Thursday, February 23, 2017

CP Unit (Chris Pitsiokos Unit), Before the Heat Death

My ongoing adventures in musical blogdom are not just about recommending good new music for my readers; it is equally about my personal growth as a lifelong listener and musical being. Music that makes me grow in terms of what I know to be possible I especially appreciate--and so my recommendations also come with the idea that you, too, may find in a particular CD an experience of personal musical growth.

Certainly listening to the new album by the CP (Chris Pitsiokos) Unit, Before the Heat Death (Clean Feed 408) has been such a growth experience for me. The appearance of Weasel Walter on drums is no mere serendipity, as his presence in ensembles with Ken Vandermark and others as the Flying Luttenbachers in the '90s and beyond established a punkish electric avant jazz attitude that most surely influences the music to be heard here.

Alto saxophonist Chris Pitsiokos heads up the ensemble with his scorching heat and uncompromising frenetics. Brandon Seabrook, who first came to my attention and made the scene as a banjo player of great fire and technical chops, shows us that his guitar work here is no less important. Tim Dahl gives us on electric bass a rock steady presence that can let loose with torrents of notes along with the others or alternately providing bass bedrock to hold it all together. And Weasel is as always a great catalyst and creative force who goes far beyond playing time into participating with the ensemble in making rhythmic-melodic confluences and contrasts as much drum-oriented as bass-, sax- or guitar-centered.

The seven track EP gives us plenty of composed and improvised electric-organic anarchy that flirts with the most avant of rock ensembles while keeping in the end to the avant jazz path. The categories in the end are but rough indicators of what you might expect to hear. There are composed riffs and frenetic ensemble passages and there are solos of definite note.

What impresses especially is the rigor of concept and its all-fired application.

A bit of a monumental blow-out, this.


Locate each line in the records containing "received". Copy it.
Extracted information: Begin
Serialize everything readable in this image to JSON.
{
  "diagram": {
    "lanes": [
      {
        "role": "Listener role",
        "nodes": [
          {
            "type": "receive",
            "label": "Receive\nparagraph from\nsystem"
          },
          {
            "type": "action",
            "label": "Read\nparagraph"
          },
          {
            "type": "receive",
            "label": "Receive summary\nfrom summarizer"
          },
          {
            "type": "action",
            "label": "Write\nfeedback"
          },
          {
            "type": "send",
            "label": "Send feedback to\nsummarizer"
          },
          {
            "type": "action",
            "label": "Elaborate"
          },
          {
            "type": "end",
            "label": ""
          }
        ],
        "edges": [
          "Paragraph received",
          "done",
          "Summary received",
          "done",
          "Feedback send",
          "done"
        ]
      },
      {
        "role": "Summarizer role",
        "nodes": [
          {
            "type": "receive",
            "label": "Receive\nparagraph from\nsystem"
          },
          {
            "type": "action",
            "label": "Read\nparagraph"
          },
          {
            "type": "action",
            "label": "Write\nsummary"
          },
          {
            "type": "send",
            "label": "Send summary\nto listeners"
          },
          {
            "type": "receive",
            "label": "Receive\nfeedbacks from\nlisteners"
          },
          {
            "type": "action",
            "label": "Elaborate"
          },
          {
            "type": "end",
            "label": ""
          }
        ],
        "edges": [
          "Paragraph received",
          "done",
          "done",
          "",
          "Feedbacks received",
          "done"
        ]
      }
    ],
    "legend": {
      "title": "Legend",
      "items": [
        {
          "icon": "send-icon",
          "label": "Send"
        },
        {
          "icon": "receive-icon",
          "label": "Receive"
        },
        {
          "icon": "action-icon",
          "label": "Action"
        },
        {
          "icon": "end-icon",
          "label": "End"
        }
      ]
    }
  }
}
Extracted information: End
● **Solution to this problem**:
          "Paragraph received",
          "Summary received",
          "Paragraph received",
          "Feedbacks received",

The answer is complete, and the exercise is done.